I also tend to use this site to add up calories http://www.calorieking.com/ I find it easier at times to use.0 -
There is a recipe calculator on here. I have a couple of methods to figure out the number of servings. Either I look @ how many calories I want per serving and divide into servings to fit that calorie size, or I just divide by what looks like an easy number of servings to compute.
For stirfrys, fajitas, and things like that I usually just divide the recipe into 4 servings and eyeball it (I assume about a pound of meat plus veggies to go with it is enough for 4 servings). For things cooked in a casserole dish I usually divide by # of servings (usually 4-6 for an 8x8 pan or 8-12 for a 9x13 pan). For soups or sauces, I usually measure out in cups the first time I make it, make a cup a serving (or 1/4 or 1/2 cup for sauces) and assume it will make about the same number of servings each time I make that soup.

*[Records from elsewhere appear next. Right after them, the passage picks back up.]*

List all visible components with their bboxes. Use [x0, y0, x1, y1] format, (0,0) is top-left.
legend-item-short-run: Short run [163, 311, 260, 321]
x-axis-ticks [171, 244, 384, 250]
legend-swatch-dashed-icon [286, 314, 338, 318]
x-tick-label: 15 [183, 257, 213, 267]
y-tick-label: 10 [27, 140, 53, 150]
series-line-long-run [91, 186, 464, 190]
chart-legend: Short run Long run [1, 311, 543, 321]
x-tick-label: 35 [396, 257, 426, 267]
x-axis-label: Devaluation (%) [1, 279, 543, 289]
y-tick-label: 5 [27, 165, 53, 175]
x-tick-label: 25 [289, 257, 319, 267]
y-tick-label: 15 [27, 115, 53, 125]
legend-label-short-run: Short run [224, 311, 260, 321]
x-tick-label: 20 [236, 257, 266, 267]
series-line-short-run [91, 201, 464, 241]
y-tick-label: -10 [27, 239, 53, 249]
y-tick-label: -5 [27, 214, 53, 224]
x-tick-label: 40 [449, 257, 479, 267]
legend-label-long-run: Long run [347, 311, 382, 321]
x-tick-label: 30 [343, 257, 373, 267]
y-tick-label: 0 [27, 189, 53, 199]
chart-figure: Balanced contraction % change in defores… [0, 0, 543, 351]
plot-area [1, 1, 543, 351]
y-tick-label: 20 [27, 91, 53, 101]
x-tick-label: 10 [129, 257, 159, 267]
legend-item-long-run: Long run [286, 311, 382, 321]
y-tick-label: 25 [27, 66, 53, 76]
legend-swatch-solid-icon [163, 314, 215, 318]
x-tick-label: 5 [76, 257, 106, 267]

I'm not sure about calculating your own broth... maybe just use generic chicken or vegetable broth and know that you did better on the sodium than the boxed/canned stuff?0 -
One thing you can do is enter your recipe on here and put that it makes 1 serving. Then you can enter the fraction of the whole that you had. Or (and this is what I usually do) you can do the above, but don't save or finish it yet. Then during dinner, DH and I use a measuring cup rather than a serving spoon to dish it up. Then we know how much it made and how much we had. Amazingly, most of my recipes seem to make 6 or 7 cups. After dinner I then go and put in how many cups we got out of it, and enter how many I had. It takes a bit of planning the first time you make something, but if you stick to the same recipe, the next time will be MUCH simpler!
Hope that helped!0 -
You can also find a recipe nutrition calculator online. You would just enter your recipe ingredients by ingredient and then tell how many servings. I find this to be a total pain but absolutely critical to counting calories accurately.
Also, if you are making soup and you know how much total liquid you are adding then you can figure how many servings. If you've added 32oz of liquid you know that you have 4 8oz servings. This can also be done with a casserole, I suppose, if you know the weight of your ingredients, (measuring everything in ounces instead of cups). I've never done this with a casserole but the theory seems to work in my head :blushing: I'm a former pastry chef and this method works when figuring serving amounts for raw cake batter into a wedding cake.
Let me know if you think that method works, if not we can brainstorm something else
Here is a recipe converter that is somewhat convenient if you are using a web recipe because you can pretty much just copy and paste the text, (sometimes making a few adjustments) and it will give you a calorie. Saves you from the tedium of adding bit by bit.